When you’re “up,” your current strategy is often weirdly entangled with your overall sense of resolve and commitment—we sometimes have a hard time critically and objectively evaluating parts C, D, and J because flaws in C, D, and J would threaten the whole edifice.
Aside 1: I run into many developers who aren’t able to separate their idea from their identity. It tends to make them worse at customer and product oriented thinking. In a high bandwidth collaborative environment, it leads to an assortment of problems. They might not suggest an idea, because they think the group will shoot it down and they will be perceived as a generator of poor ideas. Or they might not relinquish an idea that the group wants to modify, or work on an alternative to, because they feel that, too, is failure. Or they might not critically evaluate their own idea to the standard they would evaluate any other idea that didn’t come from their mind. Over time it can lead to selective sidelining of that person in a way that needs a deliberate effort to undo.
The most effective collaborators are able to generate many ideas with varying degrees of initial quality and then work with the group to refine those ideas or reject the ones that are problematic. They are able to do this without taking collateral damage to their egos. These collaborators see the ideas they generate as products separate from themselves, products meant to be improved by iteration by the group.
I’ve seen many cases where this entanglement of ego with idea generation gets fixed (through involvement of someone who identifies the problem and works with that person) and some cases where it doesn’t get fixed (after several attempts, with bad outcomes).
I know this isn’t directly related to the post, but it occurred to me when I read the quoted part above.
Aside 2: I have similar mood swings when I think about the rationalist community. “Less Wrong seems dead, there is no one to talk to.” then “Oh look, Anna has a new post, the world is great for rationalists.” I think it’s different from the work related swings, but also brought to mind by the post.
Aside 1: I run into many developers who aren’t able to separate their idea from their identity. It tends to make them worse at customer and product oriented thinking. In a high bandwidth collaborative environment, it leads to an assortment of problems. They might not suggest an idea, because they think the group will shoot it down and they will be perceived as a generator of poor ideas. Or they might not relinquish an idea that the group wants to modify, or work on an alternative to, because they feel that, too, is failure. Or they might not critically evaluate their own idea to the standard they would evaluate any other idea that didn’t come from their mind. Over time it can lead to selective sidelining of that person in a way that needs a deliberate effort to undo.
The most effective collaborators are able to generate many ideas with varying degrees of initial quality and then work with the group to refine those ideas or reject the ones that are problematic. They are able to do this without taking collateral damage to their egos. These collaborators see the ideas they generate as products separate from themselves, products meant to be improved by iteration by the group.
I’ve seen many cases where this entanglement of ego with idea generation gets fixed (through involvement of someone who identifies the problem and works with that person) and some cases where it doesn’t get fixed (after several attempts, with bad outcomes).
I know this isn’t directly related to the post, but it occurred to me when I read the quoted part above.
Aside 2: I have similar mood swings when I think about the rationalist community. “Less Wrong seems dead, there is no one to talk to.” then “Oh look, Anna has a new post, the world is great for rationalists.” I think it’s different from the work related swings, but also brought to mind by the post.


Aim of the task => The expected reply is all of the data, returned exactly.

____ Extracted information

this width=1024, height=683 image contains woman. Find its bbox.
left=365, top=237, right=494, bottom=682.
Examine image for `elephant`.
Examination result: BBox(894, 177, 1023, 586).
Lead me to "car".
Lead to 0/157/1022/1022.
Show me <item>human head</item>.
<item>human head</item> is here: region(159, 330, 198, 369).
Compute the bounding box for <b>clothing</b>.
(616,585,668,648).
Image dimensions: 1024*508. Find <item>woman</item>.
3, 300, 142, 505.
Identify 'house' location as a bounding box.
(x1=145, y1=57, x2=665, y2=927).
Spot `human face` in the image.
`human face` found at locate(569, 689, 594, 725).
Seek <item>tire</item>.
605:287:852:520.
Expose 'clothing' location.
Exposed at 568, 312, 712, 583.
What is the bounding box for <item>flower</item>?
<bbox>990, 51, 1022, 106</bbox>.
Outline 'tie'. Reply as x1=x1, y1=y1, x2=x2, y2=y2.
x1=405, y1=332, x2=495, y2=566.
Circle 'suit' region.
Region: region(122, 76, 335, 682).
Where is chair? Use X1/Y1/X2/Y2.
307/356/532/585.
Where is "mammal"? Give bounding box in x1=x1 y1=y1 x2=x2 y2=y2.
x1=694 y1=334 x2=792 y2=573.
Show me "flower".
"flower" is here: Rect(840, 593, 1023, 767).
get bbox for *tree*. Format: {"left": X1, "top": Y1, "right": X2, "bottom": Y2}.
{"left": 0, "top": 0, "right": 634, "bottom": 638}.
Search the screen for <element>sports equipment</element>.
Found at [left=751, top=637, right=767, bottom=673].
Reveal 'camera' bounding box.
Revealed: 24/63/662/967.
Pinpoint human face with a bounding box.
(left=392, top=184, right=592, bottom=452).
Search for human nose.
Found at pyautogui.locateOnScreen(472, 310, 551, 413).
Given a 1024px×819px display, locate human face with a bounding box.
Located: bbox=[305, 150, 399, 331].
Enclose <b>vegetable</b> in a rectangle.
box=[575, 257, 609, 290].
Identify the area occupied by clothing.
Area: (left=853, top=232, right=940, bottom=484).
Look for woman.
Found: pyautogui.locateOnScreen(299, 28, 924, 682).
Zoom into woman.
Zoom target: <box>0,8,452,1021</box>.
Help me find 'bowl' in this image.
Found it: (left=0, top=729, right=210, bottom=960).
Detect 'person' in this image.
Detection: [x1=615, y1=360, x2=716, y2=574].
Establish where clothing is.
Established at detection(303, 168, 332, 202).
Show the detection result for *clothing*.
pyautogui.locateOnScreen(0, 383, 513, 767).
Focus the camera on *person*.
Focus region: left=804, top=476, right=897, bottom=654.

________

Expected answer =>
this width=1024, height=683 image contains woman. Find its bbox.
left=365, top=237, right=494, bottom=682.
Examine image for `elephant`.
Examination result: BBox(894, 177, 1023, 586).
Lead me to "car".
Lead to 0/157/1022/1022.
Show me <item>human head</item>.
<item>human head</item> is here: region(159, 330, 198, 369).
Compute the bounding box for <b>clothing</b>.
(616,585,668,648).
Image dimensions: 1024*508. Find <item>woman</item>.
3, 300, 142, 505.
Identify 'house' location as a bounding box.
(x1=145, y1=57, x2=665, y2=927).
Spot `human face` in the image.
`human face` found at locate(569, 689, 594, 725).
Seek <item>tire</item>.
605:287:852:520.
Expose 'clothing' location.
Exposed at 568, 312, 712, 583.
What is the bounding box for <item>flower</item>?
<bbox>990, 51, 1022, 106</bbox>.
Outline 'tie'. Reply as x1=x1, y1=y1, x2=x2, y2=y2.
x1=405, y1=332, x2=495, y2=566.
Circle 'suit' region.
Region: region(122, 76, 335, 682).
Where is chair? Use X1/Y1/X2/Y2.
307/356/532/585.
Where is "mammal"? Give bounding box in x1=x1 y1=y1 x2=x2 y2=y2.
x1=694 y1=334 x2=792 y2=573.
Show me "flower".
"flower" is here: Rect(840, 593, 1023, 767).
get bbox for *tree*. Format: {"left": X1, "top": Y1, "right": X2, "bottom": Y2}.
{"left": 0, "top": 0, "right": 634, "bottom": 638}.
Search the screen for <element>sports equipment</element>.
Found at [left=751, top=637, right=767, bottom=673].
Reveal 'camera' bounding box.
Revealed: 24/63/662/967.
Pinpoint human face with a bounding box.
(left=392, top=184, right=592, bottom=452).
Search for human nose.
Found at pyautogui.locateOnScreen(472, 310, 551, 413).
Given a 1024px×819px display, locate human face with a bounding box.
Located: bbox=[305, 150, 399, 331].
Enclose <b>vegetable</b> in a rectangle.
box=[575, 257, 609, 290].
Identify the area occupied by clothing.
Area: (left=853, top=232, right=940, bottom=484).
Look for woman.
Found: pyautogui.locateOnScreen(299, 28, 924, 682).
Zoom into woman.
Zoom target: <box>0,8,452,1021</box>.
Help me find 'bowl' in this image.
Found it: (left=0, top=729, right=210, bottom=960).
Detect 'person' in this image.
Detection: [x1=615, y1=360, x2=716, y2=574].
Establish where clothing is.
Established at detection(303, 168, 332, 202).
Show the detection result for *clothing*.
pyautogui.locateOnScreen(0, 383, 513, 767).
Focus the camera on *person*.
Focus region: left=804, top=476, right=897, bottom=654.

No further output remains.